» **Exercise requirements**
From the data that follows, print exactly the lines starting at the one containing "What do you see at coordinates (842, 630)" and ending at the one containing "Image resolution: width=1776"; include both of them and nothing more.

START Data extracts

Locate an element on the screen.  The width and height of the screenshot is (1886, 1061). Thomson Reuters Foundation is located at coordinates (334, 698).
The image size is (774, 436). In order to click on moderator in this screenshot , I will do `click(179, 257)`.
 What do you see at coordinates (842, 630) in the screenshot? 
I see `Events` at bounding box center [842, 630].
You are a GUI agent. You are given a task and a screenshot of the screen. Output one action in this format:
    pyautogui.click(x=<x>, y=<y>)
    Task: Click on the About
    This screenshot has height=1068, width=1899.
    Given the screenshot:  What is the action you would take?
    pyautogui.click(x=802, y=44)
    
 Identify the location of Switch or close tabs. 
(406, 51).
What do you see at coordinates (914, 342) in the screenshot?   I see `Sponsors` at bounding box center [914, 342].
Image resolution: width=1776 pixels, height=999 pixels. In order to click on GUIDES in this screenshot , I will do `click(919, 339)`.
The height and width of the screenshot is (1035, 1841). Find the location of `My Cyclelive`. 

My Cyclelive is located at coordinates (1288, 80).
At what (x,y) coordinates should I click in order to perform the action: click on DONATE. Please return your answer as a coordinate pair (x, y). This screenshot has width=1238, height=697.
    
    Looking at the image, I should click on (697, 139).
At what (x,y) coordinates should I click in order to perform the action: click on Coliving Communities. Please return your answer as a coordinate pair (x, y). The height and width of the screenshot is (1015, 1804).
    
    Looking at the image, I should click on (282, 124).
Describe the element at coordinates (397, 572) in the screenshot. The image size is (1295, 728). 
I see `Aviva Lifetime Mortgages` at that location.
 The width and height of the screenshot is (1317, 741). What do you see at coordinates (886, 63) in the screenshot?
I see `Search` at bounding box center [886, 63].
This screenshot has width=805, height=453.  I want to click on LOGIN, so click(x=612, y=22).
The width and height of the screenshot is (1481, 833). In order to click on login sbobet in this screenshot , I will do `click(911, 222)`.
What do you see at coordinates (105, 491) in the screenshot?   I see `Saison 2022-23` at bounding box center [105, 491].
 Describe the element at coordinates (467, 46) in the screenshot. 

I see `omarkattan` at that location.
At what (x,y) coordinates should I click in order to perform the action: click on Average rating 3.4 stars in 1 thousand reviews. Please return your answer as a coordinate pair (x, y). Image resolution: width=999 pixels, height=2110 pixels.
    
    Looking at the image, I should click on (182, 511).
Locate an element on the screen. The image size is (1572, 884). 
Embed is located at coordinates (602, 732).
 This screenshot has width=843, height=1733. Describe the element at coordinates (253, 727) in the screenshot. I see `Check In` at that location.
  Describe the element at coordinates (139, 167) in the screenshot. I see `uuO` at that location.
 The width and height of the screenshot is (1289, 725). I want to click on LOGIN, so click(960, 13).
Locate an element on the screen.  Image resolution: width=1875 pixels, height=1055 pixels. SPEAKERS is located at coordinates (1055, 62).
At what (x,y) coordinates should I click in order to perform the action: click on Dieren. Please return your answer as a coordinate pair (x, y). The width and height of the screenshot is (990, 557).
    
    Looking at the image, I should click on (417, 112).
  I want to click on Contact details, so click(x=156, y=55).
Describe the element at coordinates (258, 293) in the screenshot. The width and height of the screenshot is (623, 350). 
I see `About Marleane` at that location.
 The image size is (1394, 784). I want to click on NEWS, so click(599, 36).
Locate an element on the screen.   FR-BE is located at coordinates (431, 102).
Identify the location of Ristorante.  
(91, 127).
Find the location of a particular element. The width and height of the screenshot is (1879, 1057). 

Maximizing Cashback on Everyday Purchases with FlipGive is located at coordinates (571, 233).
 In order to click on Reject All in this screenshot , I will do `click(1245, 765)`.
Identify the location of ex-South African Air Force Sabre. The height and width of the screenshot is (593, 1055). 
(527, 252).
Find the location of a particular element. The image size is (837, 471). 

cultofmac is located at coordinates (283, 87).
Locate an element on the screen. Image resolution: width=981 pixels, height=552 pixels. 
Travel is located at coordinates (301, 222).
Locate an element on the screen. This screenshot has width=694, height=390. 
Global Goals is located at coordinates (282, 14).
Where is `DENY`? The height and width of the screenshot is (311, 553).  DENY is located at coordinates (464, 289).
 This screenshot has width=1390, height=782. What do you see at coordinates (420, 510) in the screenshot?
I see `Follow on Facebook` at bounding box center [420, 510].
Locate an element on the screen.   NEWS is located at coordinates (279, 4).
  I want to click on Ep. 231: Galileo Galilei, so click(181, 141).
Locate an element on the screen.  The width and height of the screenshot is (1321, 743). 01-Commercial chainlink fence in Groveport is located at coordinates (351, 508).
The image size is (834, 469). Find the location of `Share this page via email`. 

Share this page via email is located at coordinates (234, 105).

END Data extracts

» **Output for this exercise**
 What do you see at coordinates (842, 630) in the screenshot? 
I see `Events` at bounding box center [842, 630].
You are a GUI agent. You are given a task and a screenshot of the screen. Output one action in this format:
    pyautogui.click(x=<x>, y=<y>)
    Task: Click on the About
    This screenshot has height=1068, width=1899.
    Given the screenshot:  What is the action you would take?
    pyautogui.click(x=802, y=44)
    
 Identify the location of Switch or close tabs. 
(406, 51).
What do you see at coordinates (914, 342) in the screenshot?   I see `Sponsors` at bounding box center [914, 342].
Image resolution: width=1776 pixels, height=999 pixels. In order to click on GUIDES in this screenshot , I will do `click(919, 339)`.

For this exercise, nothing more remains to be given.